As today’s post opens, the Napoleonic Wars are being fought over in Europe somewhere. Think blood, mud, Russian winter, and the Duke of Rubber Boots.* But all that is off stage. We’re in Britain, where the Corn Laws are about to be passed, and they won’t make sense until we talk about the price of corn. And about farmers and landowners and political power. And hunger. In fact, nothing makes any sense until we talk about everything.
Sorry, that’s just how it works.
I’m more American than British, as you’ll know by now if you’ve been around here for long, but this is English history, so when I type “corn” I don’t mean the stuff I’d normally call corn, which in British is maize. I’m going all pseudo-British on you and using it to mean any old grain. So corn is the country’s most important food just now. And by now, of course, I mean during the Offstage Wars involving Mr. Rubber Boots, Napoleon, and Russia’s most efficient officer, General Winter. Corn’s so important that for a long time Britain’s been eating more of it than it grows, relying on imports to make up the difference.
But the Offstage Wars have interrupted those imports, so farmers have stepped in and patriotically grown more of the stuff than they used to. And government has stepped in and encouraged them. And throughout the wars, the price has stayed high, since no one’s been around to undercut it. If you’re a farmer, it’s a nice arrangement.

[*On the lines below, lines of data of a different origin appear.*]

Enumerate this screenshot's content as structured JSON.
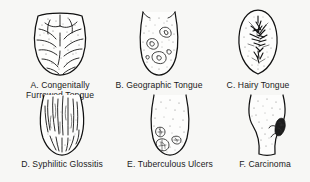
{
  "plate": {
    "title": "Tongue Conditions",
    "background_color": "#f7f7f5",
    "ink_color": "#111111",
    "figure_count": 6,
    "layout": "3 columns x 2 rows"
  },
  "figures": [
    {
      "key": "A",
      "letter": "A.",
      "name": "Congenitally Furrowed Tongue",
      "caption": "A. Congenitally\nFurrowed Tongue",
      "icon": "tongue-furrowed-icon",
      "features": "deep branching furrows and fissures across dorsum, stippled surface"
    },
    {
      "key": "B",
      "letter": "B.",
      "name": "Geographic Tongue",
      "caption": "B. Geographic Tongue",
      "icon": "tongue-geographic-icon",
      "features": "irregular map-like patches with serpiginous borders, scattered stippling"
    },
    {
      "key": "C",
      "letter": "C.",
      "name": "Hairy Tongue",
      "caption": "C. Hairy Tongue",
      "icon": "tongue-hairy-icon",
      "features": "dense dark hair-like filiform papillae clustered along midline"
    },
    {
      "key": "D",
      "letter": "D.",
      "name": "Syphilitic Glossitis",
      "caption": "D. Syphilitic Glossitis",
      "icon": "tongue-syphilitic-icon",
      "features": "long vertical linear fissures and atrophic streaks over entire dorsum"
    },
    {
      "key": "E",
      "letter": "E.",
      "name": "Tuberculous Ulcers",
      "caption": "E. Tuberculous Ulcers",
      "icon": "tongue-tuberculous-icon",
      "features": "three discrete rounded ulcers with ragged undermined edges near the tip"
    },
    {
      "key": "F",
      "letter": "F.",
      "name": "Carcinoma",
      "caption": "F. Carcinoma",
      "icon": "tongue-carcinoma-icon",
      "features": "dark irregular indurated mass on right lateral border, waisted outline"
    }
  ]
}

Sooner or later, though, every war ends, and whoops, the Offstage Wars did, just this minute, throwing everything out of whack. Back in 1812. corn cost 126s. 6d. a quarter. Now, in 1815, it costs 65s. 7d. We won’t bother with the complicated math it takes to understand that: What you need to know is that the price has dropped. Drastically.
Oh, hell, you want to get below the surface of the numbers, don’t you? Fine, we’ll break them down. Don’t blame me if we can’t get them back together.
The math
A quarter, an s. and a d. are long-dead measurements that everyone but us knows how to work with, since we’re dropping in from another era. An s. is a shilling and a d. is a penny, because shilling starts with S and penny doesn’t start with d. The d. wandered in from Latin, because the Romans had a coin called a denarius. It hasn’t been used since the third century BCE.
You can see how much sense this is going to make, right?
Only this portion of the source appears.